Two kinds of human involvement, easily confused. Being involved during the work is not the same as signing off at the end. Involvement during creation shapes quality. A clear point of human accountability for the published piece, a named person who has seen it as it goes out, is what protects integrity. Organisations tend to have the first and assume it covers the second. Where the line between them falls, and who carries the final accountability, is one of the more revealing questions this framework surfaces.

The question of going public. Often the most powerful move available is also the simplest: to state publicly how the organisation uses AI in its editorial chain, what is permitted, and where a person signs off. That opens a real choice. Disclosure can sit once at the policy level, as a standing statement covering all output, or per item, on individual pieces. The first is lighter and more durable; the second is more precise but harder to sustain. Which fits depends on the organisation, and is worth deciding deliberately rather than by default. Either way, transparency here reads less as a disclaimer than as the organisation living out, in public, the values it already holds.

How to use this framework

Start with the diagnostic. Locate honestly where your organisation sits today, from dormant or shadow use through to governed adoption. That single judgement reframes everything that follows, because the work needed to move out of shadow use is not the work needed to escape over-restriction.
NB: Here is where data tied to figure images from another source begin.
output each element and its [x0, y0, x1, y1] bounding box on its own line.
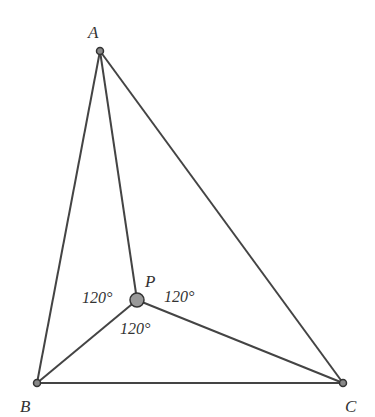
vertex-c-dot: [340, 380, 347, 387]
segment-ab: [37, 51, 100, 383]
label-b: B: [20, 397, 31, 416]
vertex-b-dot: [34, 380, 41, 387]
label-p: P: [144, 272, 155, 291]
point-p-dot: [130, 293, 144, 307]
angle-label-left: 120°: [82, 289, 113, 306]
triangle-diagram: A B C P 120° 120° 120°: [0, 0, 375, 417]
segment-pa: [100, 51, 137, 300]
segment-pb: [37, 300, 137, 383]
label-c: C: [345, 397, 357, 416]
angle-label-bottom: 120°: [120, 320, 151, 337]
label-a: A: [87, 23, 99, 42]
angle-label-right: 120°: [164, 288, 195, 305]
vertex-a-dot: [97, 48, 104, 55]
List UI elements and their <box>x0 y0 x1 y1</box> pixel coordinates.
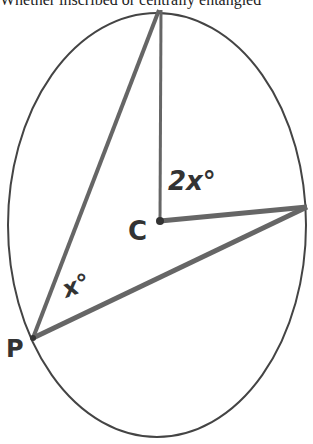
central-angle-label: 2x° <box>168 166 216 196</box>
point-p-dot <box>30 335 36 341</box>
point-label: P <box>6 335 24 363</box>
center-label: C <box>128 216 147 246</box>
center-dot <box>156 217 164 225</box>
inscribed-angle-label: x° <box>58 268 94 304</box>
radius-top <box>160 10 161 221</box>
circle-diagram: C P 2x° x° <box>0 0 313 444</box>
circle-outline <box>8 13 306 437</box>
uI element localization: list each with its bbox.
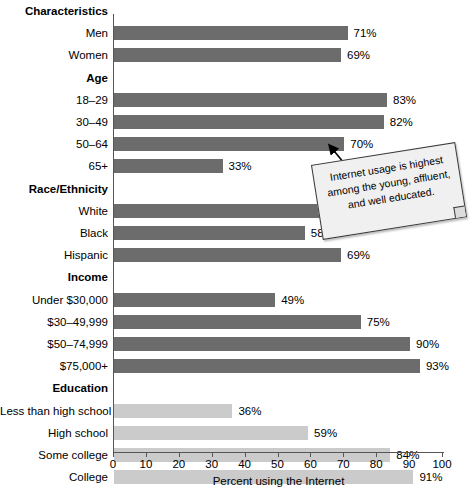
group-header-row: Education — [0, 377, 472, 399]
chart-row: High school59% — [0, 422, 472, 444]
category-label: 65+ — [0, 155, 108, 177]
category-label: Hispanic — [0, 244, 108, 266]
x-axis-title: Percent using the Internet — [113, 475, 444, 487]
bar — [114, 226, 305, 240]
chart-row: Women69% — [0, 44, 472, 66]
group-header-label: Income — [0, 266, 108, 288]
y-axis-line — [113, 14, 114, 452]
category-label: 18–29 — [0, 89, 108, 111]
x-tick — [212, 452, 213, 457]
x-tick — [409, 452, 410, 457]
category-label: Women — [0, 44, 108, 66]
chart-row: Hispanic69% — [0, 244, 472, 266]
chart-row: Men71% — [0, 22, 472, 44]
bar-value-label: 71% — [354, 22, 377, 44]
x-tick — [343, 452, 344, 457]
category-label: 30–49 — [0, 111, 108, 133]
chart-row: Under $30,00049% — [0, 289, 472, 311]
group-header-row: Income — [0, 266, 472, 288]
x-tick — [442, 452, 443, 457]
chart-row: 18–2983% — [0, 89, 472, 111]
bar — [114, 248, 341, 262]
category-label: High school — [0, 422, 108, 444]
bar-value-label: 33% — [229, 155, 252, 177]
bar-value-label: 49% — [281, 289, 304, 311]
callout-fold-corner — [453, 205, 466, 218]
category-label: $50–74,999 — [0, 333, 108, 355]
bar-value-label: 69% — [347, 44, 370, 66]
callout-text: Internet usage is highest among the youn… — [319, 151, 458, 216]
bar — [114, 315, 361, 329]
bar-value-label: 59% — [314, 422, 337, 444]
group-header-row: Characteristics — [0, 0, 472, 22]
x-tick — [179, 452, 180, 457]
chart-row: 30–4982% — [0, 111, 472, 133]
category-label: College — [0, 466, 108, 488]
x-tick — [278, 452, 279, 457]
chart-row: $75,000+93% — [0, 355, 472, 377]
group-header-label: Race/Ethnicity — [0, 178, 108, 200]
category-label: Men — [0, 22, 108, 44]
x-tick — [146, 452, 147, 457]
bar-value-label: 93% — [426, 355, 449, 377]
group-header-label: Age — [0, 67, 108, 89]
annotation-callout: Internet usage is highest among the youn… — [316, 145, 468, 245]
x-tick-label: 100 — [422, 458, 462, 470]
x-tick — [376, 452, 377, 457]
chart-row: $50–74,99990% — [0, 333, 472, 355]
bar — [114, 93, 387, 107]
x-axis-line — [113, 452, 444, 453]
x-tick — [310, 452, 311, 457]
bar-value-label: 82% — [390, 111, 413, 133]
category-label: Some college — [0, 444, 108, 466]
category-label: $30–49,999 — [0, 311, 108, 333]
bar-value-label: 75% — [367, 311, 390, 333]
bar — [114, 293, 275, 307]
bar — [114, 404, 232, 418]
group-header-label: Education — [0, 377, 108, 399]
bar-value-label: 36% — [238, 400, 261, 422]
category-label: Under $30,000 — [0, 289, 108, 311]
bar-value-label: 90% — [416, 333, 439, 355]
bar-value-label: 69% — [347, 244, 370, 266]
bar — [114, 426, 308, 440]
group-header-label: Characteristics — [0, 0, 108, 22]
bar-value-label: 83% — [393, 89, 416, 111]
chart-row: $30–49,99975% — [0, 311, 472, 333]
category-label: Black — [0, 222, 108, 244]
bar — [114, 337, 410, 351]
x-tick — [245, 452, 246, 457]
group-header-row: Age — [0, 67, 472, 89]
bar — [114, 48, 341, 62]
category-label: 50–64 — [0, 133, 108, 155]
chart-row: Less than high school36% — [0, 400, 472, 422]
category-label: $75,000+ — [0, 355, 108, 377]
bar — [114, 26, 348, 40]
bar-chart: CharacteristicsMen71%Women69%Age18–2983%… — [0, 0, 472, 493]
bar — [114, 159, 223, 173]
x-tick — [113, 452, 114, 457]
category-label: White — [0, 200, 108, 222]
category-label: Less than high school — [0, 400, 108, 422]
bar — [114, 359, 420, 373]
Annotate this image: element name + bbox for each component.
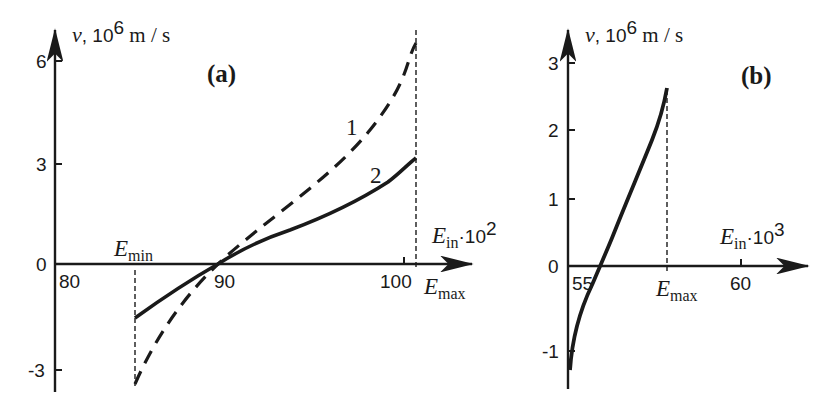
x-tick-label: 100 [380,271,412,292]
panel-b: 3 2 1 0 -1 55 60 v, 106 m / s Ein·103 (b… [542,17,808,389]
emin-label: Emin [113,236,153,264]
emax-label: Emax [423,274,466,302]
x-axis-label: Ein·102 [431,218,497,251]
curve-1-label: 1 [346,115,358,140]
panel-label: (a) [207,60,236,88]
y-tick-label: 2 [548,120,559,141]
y-tick-label: 3 [548,53,559,74]
curve [570,88,667,370]
y-tick-label: -3 [28,360,45,381]
curve-2-label: 2 [370,163,382,188]
y-axis-label: v, 106 m / s [72,17,170,47]
x-axis-label: Ein·103 [719,219,785,252]
y-tick-label: 0 [36,254,47,275]
figure: 6 3 0 -3 80 90 100 v, 106 m / s Ein·102 … [0,0,835,409]
y-tick-label: 6 [36,51,47,72]
y-tick-label: 1 [548,189,559,210]
curve-1 [135,43,416,384]
x-tick-label: 80 [59,271,80,292]
panel-label: (b) [741,62,772,90]
emax-label: Emax [655,276,698,304]
x-tick-label: 90 [214,271,235,292]
x-tick-label: 60 [730,273,751,294]
y-tick-label: 3 [36,154,47,175]
y-axis-label: v, 106 m / s [585,17,683,47]
panel-a: 6 3 0 -3 80 90 100 v, 106 m / s Ein·102 … [28,17,497,392]
y-tick-label: 0 [548,256,559,277]
y-tick-label: -1 [542,341,559,362]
From there, name the move and run the cycle, beginning with what is already working rather than what is missing.

The framework is a lens, not a checklist. It will show you where you are and what to do next. What it cannot do from the page is the harder part: surfacing the capability genuinely present in your functions, adapting policy to your real constraints, and setting boundaries that hold inside your particular institution. That judgement is specific to each organisation, and it is where the real work begins.